New Nintendo Switch batch reportedly patched against exploit

The Nintendo Switch is one of recent times' most interesting gaming consoles and it isn't only gamers that are loving it. Its tightly locked system has challenged hackers and modders to find exploits that will let them break into the system. One such vulnerability named Fusée Gelée was supposedly impossible to patch on existing Switch systems. However, reports now claim that a fresh new batch of Switch consoles are invulnerable to it without actually changing anything in the hardware.

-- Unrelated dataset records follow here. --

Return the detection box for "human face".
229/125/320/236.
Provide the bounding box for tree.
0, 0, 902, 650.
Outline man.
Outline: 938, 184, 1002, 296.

The Fusée Gelée exploit relies on a bug in the NVIDIA Tegra X1 processor's USB recovery mode that can be caused to overflow and yield privileged access to the Switch firmware. Because of the nature of that mode, the code is stored in the secure portion of the chip that can't be modified after it leaves the factory. As such, hackers have claimed that the vulnerability cannot be closed on existing consoles.

The key phrase here is "after it leaves the factory" and Nintendo definitely took that to heart. According to Switch hacker SciresM, new Switches being sold are apparently invulnerable to Fusée Gelée. Ars Technica explains that Nintendo may have used the iPatch system to write a fixed code into the Tegra chip during production.

That said, that changes nothing for Switches that have already been sold in the past months. Those can never be patched and remains open to Fusée Gelée. They may, however, be invulnerable to other exploits, including something SciresM is working on.

Called deja vu, the vulnerability will work on any Switch that hasn't been updated to firmware version 5.0.0 yet. Coincidentally, the new Switches come with 4.1.0 out of the box. SciresM recommends not updating any Switch, old or new, if owners want to keep their consoles exploitable.